Mixtikl performs brilliantly on Android in my opinion; though as noted elsewhere the Android OpenSL implementation is missing a big trick in regards latency management; and we have to configure Mixtikl to run with slightly higher latency that we would like in order to avoid any potential audio break-up.

I should note that debugging C++ code on Android remains a pain, you have to rely on trace statements, though it is at least possible now to use gdb and the bt command to trap crashes when they happen and see where the code died in the call stack.  The good news is that Mixtikl is very solid as 99% of the code is cross-platform and very well tested, so I've hardly had to touch gdb!

Tuesday 6 December 2011

Android - how to reduce the audio latency

I been approached a few times recently about how to write low-latency audio latency apps in Android, and I point such queries to OpenSL and say "look how much better it is that it used to be" (provided you use C++ of course)...

But the bottom line is that the Android audio APIs - and that includes OpenSL - still miss the basic trick, which is to be able to offer a programmatic contract that is as simple as this:

App : what sets of audio rates and formats do you support?
(API responds, maybe only 22Khz stereo, for sake of simplicity here)
App asks: how  many audio blocks do I need to keep prepared and primed in the queue to guarantee no break-up, at this rate/format, with minimal latency?
(API responds, maybe 2 blocks of 512 sample frames each).
App prepares the first 2 blocks, submits, and gets "block delivery" callbacks; it runs a separate thread to keep internal queues topped-up ready to deliver to the callbacks.

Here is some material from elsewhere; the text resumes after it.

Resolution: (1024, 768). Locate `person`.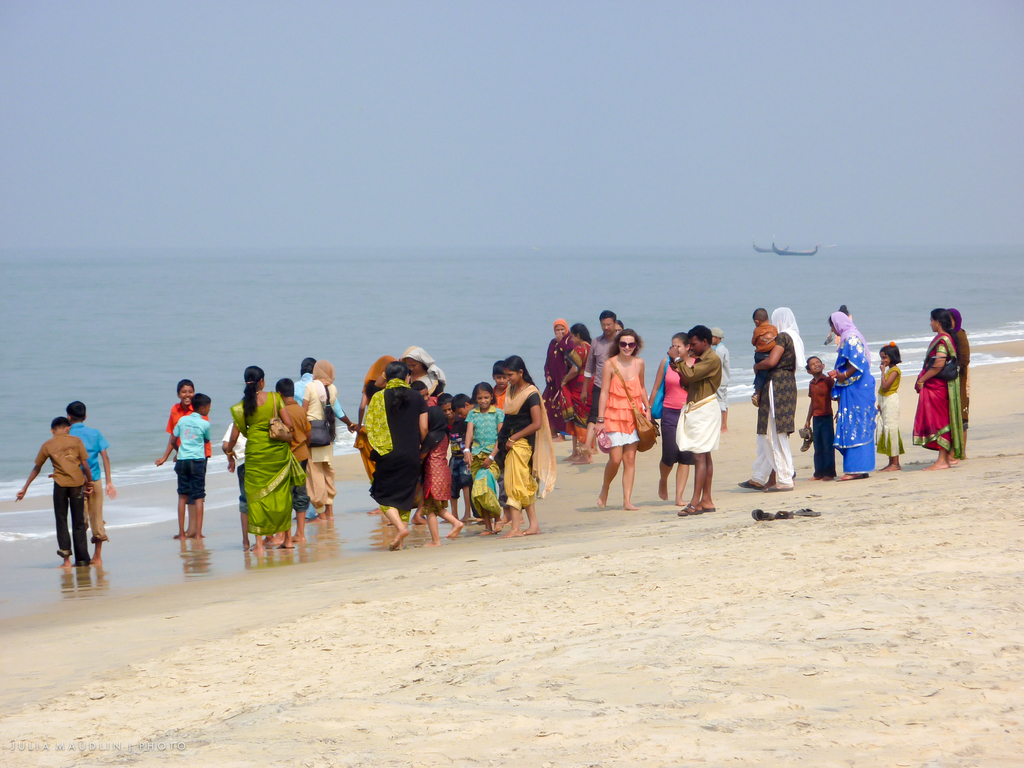
x1=913 y1=308 x2=965 y2=470.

With that sort of contract, every app can run at minimal latency dictated by the underlying audio device (through the driver layer), on any device.  Without that sort of contract, every app developer is kept guessing, and has to assume a worst case that works on all devices available for testing. :)

I implemented this scheme nearly a decade ago in the intent Sound System (I had the luxury of designing and implementing a complete audio architecture for mobile devices from scratch!). It is a piece of cake to do, and IMO audio developers for Android are screaming for it. Intent was focused on ultra-low audio latency for games / multimedia and musical instruments...

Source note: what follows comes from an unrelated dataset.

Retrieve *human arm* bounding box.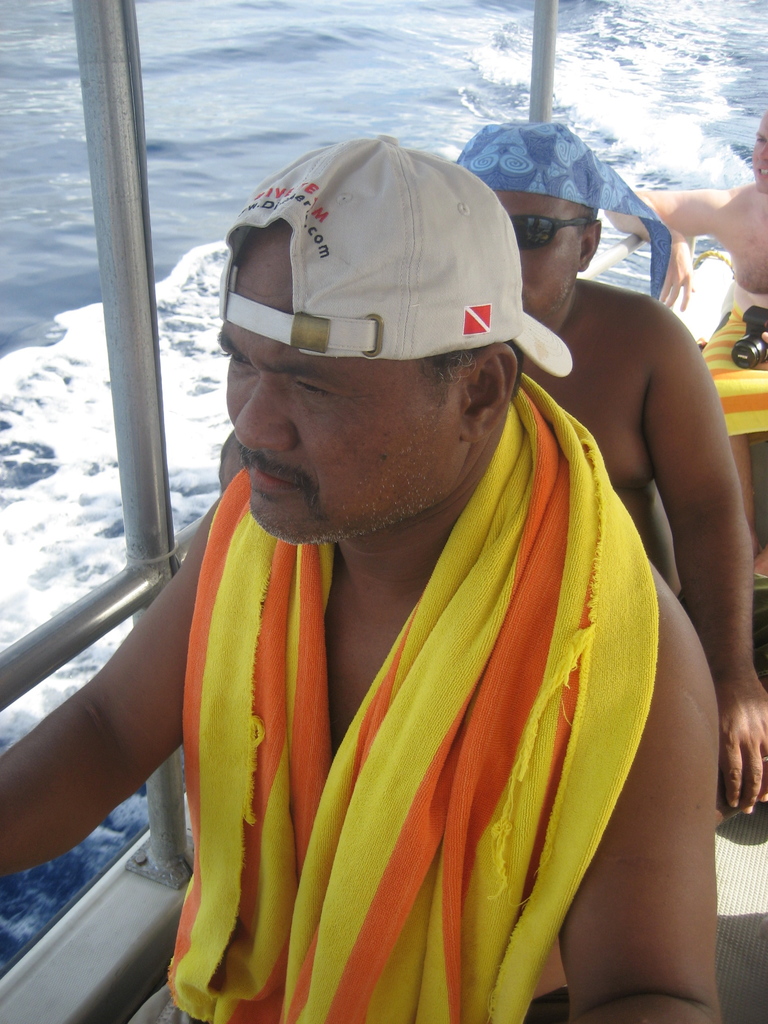
Bounding box: BBox(639, 296, 767, 812).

I should note, Apple have also missed the same trick - they've been able to get away with it however, as the offer a fixed range of hardware....

Sunday 4 December 2011

Android - high performance audio - how to do it

I've just been through a very interesting period of work, sorting-out a high-performance audio interface for the Android port of Mixtikl. I've learned quite a few things - here are the highlights.

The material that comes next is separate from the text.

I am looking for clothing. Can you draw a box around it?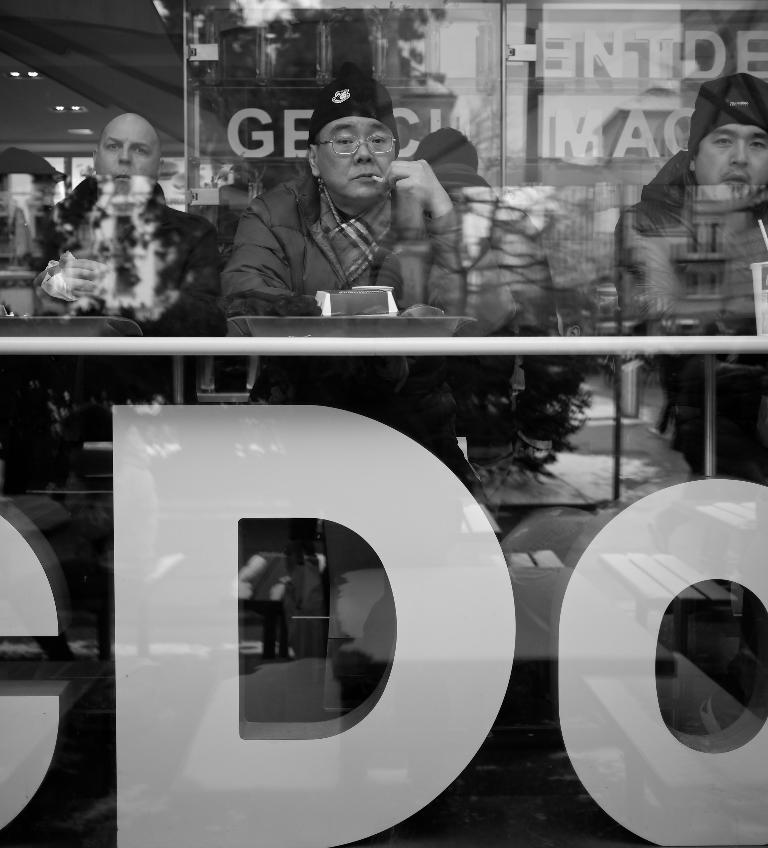
Sure, the bounding box is BBox(618, 147, 767, 482).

Firstly, target Android 2.3 or later. This allows you to use OpenSL ES, which is the only realistic approach for low-latency audio on Android. The audio allows you to delivery audio with pretty low latency, and totally avoids any problems of garbage collection blocking you. This of course assumes that all your audio code is written in C++!

As you're using OpenSL ES, and assuming you have some very heavy audio DSP going-on (like in Mixtikl!), you'll need to use a separate Posix thread to keep your audio callbacks pumped-up. Basically, if your OpenSL ES audio block callbacks take much time at all, then your audio will break-up. So, use a worker thread to keep sufficient audio pre-processed and ready to be picked-up and delivered via your callbacks!

Finally, and believe me this is important (!): make sure you target armeabi-v7a, and that you use the right compiler flags to generate 32-bit ARM7 code. If you on the other hand use the default settings, you'll generate Thumb code for armeabi - and your code will run staggeringly slower  (!!), and audio break-up is inevitable if you're doing anything serious. So: don't bother targeting armeabi devices... and Thumb code is a no-no.

Follow my advice, and you can create sophisticated audio software. Don't follow it, and you're going to find things tough! ;)

I should note that support for  armeabi-v7a *emulator* targets arrived in the Android 4.0 SDK... which makes things a lot easier as well... something worth knowing!